Keeping my hands gripping the steering wheel so I wouldn't be tempted to do a fist pump, I said, “I'll be happy to take you to Hamlin's, where you can pick out an outfit or two. It's going to get really hot here and you're going to die of heat prostration if we don't get you some cooler clothing. And a bathing suit. You'll want one when you go fishing. The way Mr. Montgomery does it, you'll need to get in the water.”

I'd already told her about my conversation with her father, and how she could stay with me through the middle of June. She hadn't even asked if her father had wanted to speak with her.

She slumped down in her seat. “Whatever. As long as nobody takes any pictures for my friends at home to see.”

I just nodded, looking at her empty screen and knowing there was little chance of that.

“We'll have to bring Carol Lynne when we go shopping, all right? She's been dying to take you.”

She was thoughtful for a moment, her brows furrowed. “Would she
remember that? Or remember that she'd even been there when she got back?”

We drove in silence as I searched for answers, filtering through everything I'd read on the Internet, and everything I thought I knew about dementia, all of which could fit in a matchbox. I finally gave up trying to come up with a scientific, logical answer and instead spoke from a place inside of me that hadn't been tapped in a long time. “She probably won't. But I think she'll enjoy it while we're there, which is the point. There're a lot of things from when I was a kid that I don't remember specifically, but I do remember the overall good feeling when I think back about school, and Friday-night football games, and visiting my cousin Emmett's watch shop. Hanging out with my best friend, swimming at Horseshoe Lake, school dances, the annual Harvest Festival they have each year downtown.”
And Tripp
. I shook my head, trying to clear my thoughts. “I just sort of think that if it makes her happy, then we should do it whether she remembers it or not.”
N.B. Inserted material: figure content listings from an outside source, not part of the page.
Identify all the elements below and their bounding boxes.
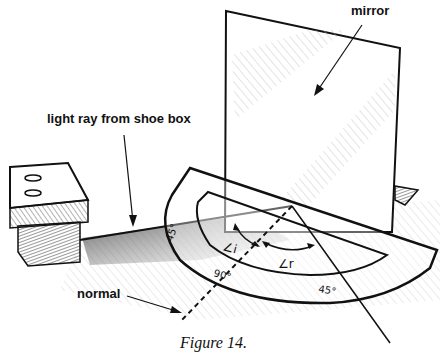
mirror-label: mirror xyxy=(351,3,389,18)
reflection-diagram: 45° 90° 45° ∠i ∠r xyxy=(0,0,447,358)
shoe-box xyxy=(10,163,88,266)
figure-canvas: 45° 90° 45° ∠i ∠r mirror xyxy=(0,0,447,358)
arrow-head-ray xyxy=(129,215,137,227)
normal-label: normal xyxy=(77,286,120,301)
figure-caption: Figure 14. xyxy=(180,334,247,352)
light-ray-label: light ray from shoe box xyxy=(47,111,191,126)
angle-r-label: ∠r xyxy=(278,257,294,271)
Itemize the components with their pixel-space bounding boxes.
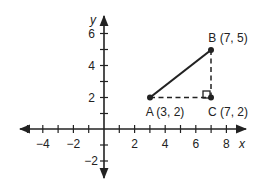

She was quiet for a moment. “Is she going to get better?”

I recalled Tommy's words, the truth of them finally sinking in.
She's in her own little world right now, a world that's gonna get smaller and smaller, and I'm not going to recognize her anymore.
I shook my head. “No. I'm working on getting her to see a doctor so she can get medicine that will slow the progression of the disease, but she won't get better.”

I respected Chloe too much to lie to her, and hoped that I was doing the right thing by telling her the truth. She turned her head to stare out the window and she was silent for a long time. As we passed the sign on the side of the highway that welcomed us to Indian Mound, she said, “At least she's here.”

I wanted to touch her, but I knew better. Even as a little girl, she'd wanted to figure things out on her own, to pretend that she didn't need anybody else. But when she was sick or scared, she looked to me to lie down with her or to sit under a blanket with her. And that had been enough for us both. To just be there.

“Yeah. At least she's here,” I said, in awe at the wisdom of children.

I swung into a parking space near the town green. I got out of the car, but Chloe stayed where she was. I walked around to her side and opened the door. “Everything okay in there?”

She pointed to the sidewalk, where a medium-size dog that looked
like a cross between a Maltese and some kind of retriever sat in the shade of an awning, its tongue lolling as it panted in the morning sun. “I'm scared he might bite me.”

“He's not showing any kind of aggression, Chloe, so I'm sure it's fine. His owner must have left him here while he ran errands.”

With a worried expression, Chloe slowly climbed out, then went around the back of the car before making her way to the sidewalk. The dog, its tail now wagging happily, stood and began trotting behind us.